The pairs that made the cut

The dressiest option is the Italian Leather Strappy Heel, selected for its clean shape and simple look. Its thicker heel is the detail that matters here, because the source frames it as a must-have for long stretches of walking or dancing. That makes it a warm-weather wedding option rather than a shoe that only works for a photo.

For days that call for something casual but still put-together, the Italian Leather & Suede Low-Profile Sneaker serves more than one purpose. The source links it to errands and vacation wear, with shoppers describing it as sleek, a little dressy, and easy to pair with many outfits. It sits in that useful middle ground: relaxed, but not sloppy.

Loafers are another major theme. The Italian Leather Bow Penny Loafer is presented as a reliable wardrobe staple that can be dressed up or down, with three color options and the bone shade singled out for warmer months. The Italian Leather Horsebit Loafer Mule gives that same loafer instinct a seasonal twist, because mules are easy to move between seasons.

What the details tell us about comfort

The Italian Leather Cap-Toe Slingback brings structure without losing ease. The source notes its Italian sheep leather upper, cow leather lining, contrasting neutral tones, and 2.3-inch block heel. Shoppers also said they could walk in the pair all day without needing a break-in period, which is the kind of detail that turns a pretty shoe into a practical one.

Slides replace thong flip flops in this summer edit. The Italian Leather Slide Sandal is described as a better fit for simple summer styling, with four neutral shades and an ultra-soft foam insole for cushioned arch support.
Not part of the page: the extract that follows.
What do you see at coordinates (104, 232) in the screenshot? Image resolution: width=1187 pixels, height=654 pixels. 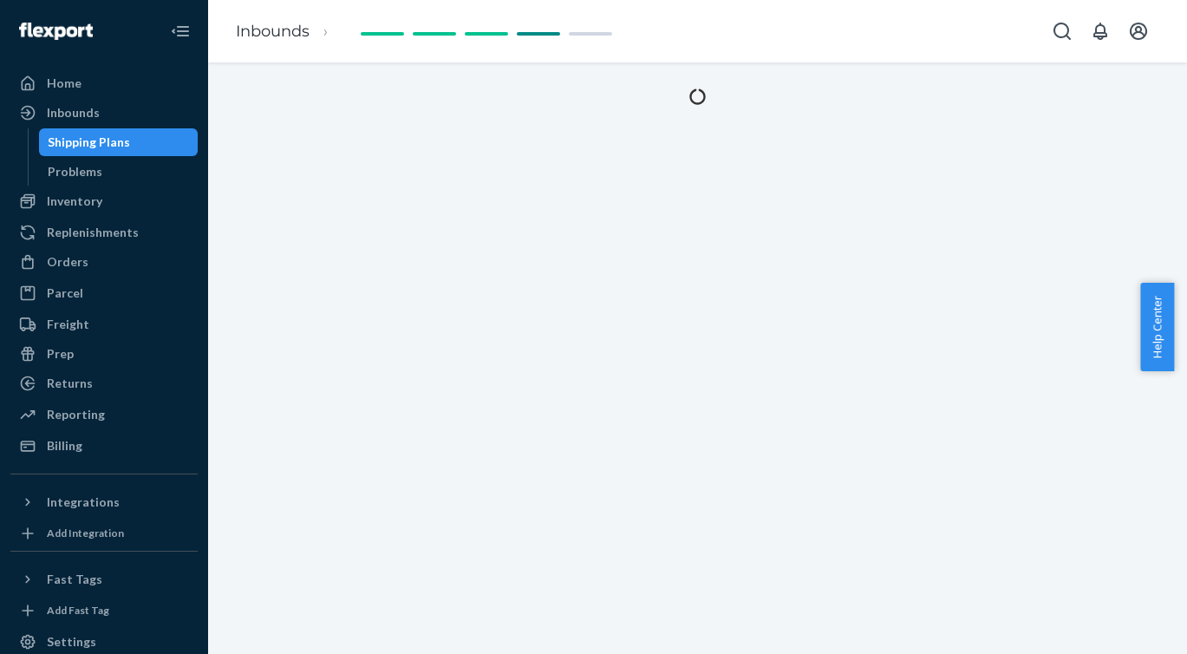 I see `a: Replenishments` at bounding box center [104, 232].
One customer compared its look to Tory Burch slides while emphasizing that the Quince pair costs far less.

For extra height, the Italian Leather Platform Sandal keeps the comfort conversation going. It has Italian leather uppers, a cushioned insole, and non-slip rubber outsoles. The traction point is not just a small feature in the source: the writer’s mother is firm about it, because slipping and falling is exactly what good summer shoes should help you avoid.
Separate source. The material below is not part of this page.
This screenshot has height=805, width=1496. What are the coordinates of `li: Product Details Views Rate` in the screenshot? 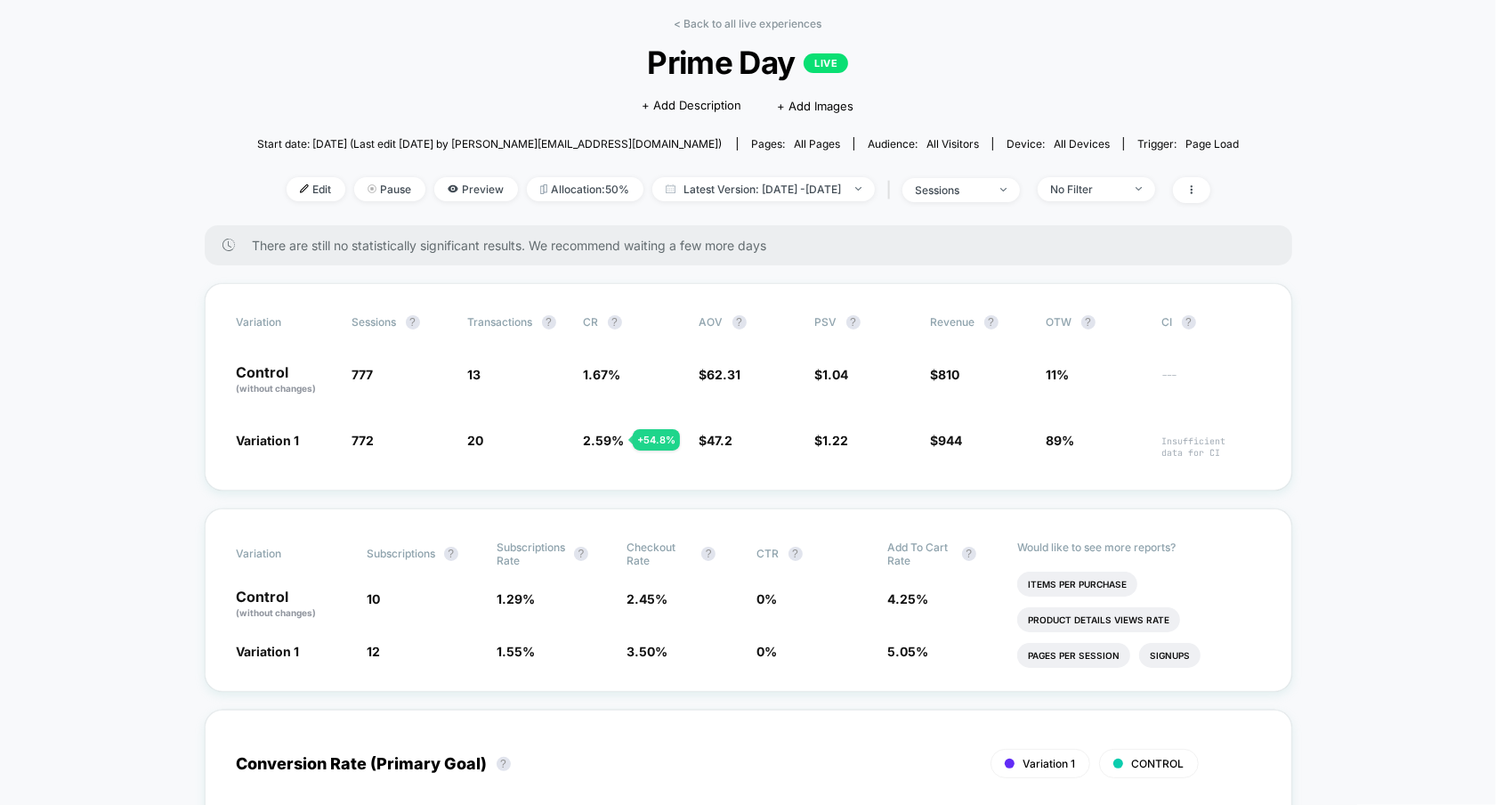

The takeaway for a smarter summer closet

The useful lesson is not that one shoe style solves everything. It is that a strong summer lineup can be built around pairs that each answer a real need: weddings, errands, vacation, simple styling, seasonal transitions, and more height without giving up grip. We also see how often the same qualities repeat: leather, cushioning, block heels, neutral shades, and shapes that dress up or down.

Now you know what this edit is really prioritizing. Not novelty for its own sake, but shoes that look polished and still feel wearable. The empowering takeaway is simple: before adding another pair, ask whether it can do more than one job – and whether your feet will still thank you at the end of the day.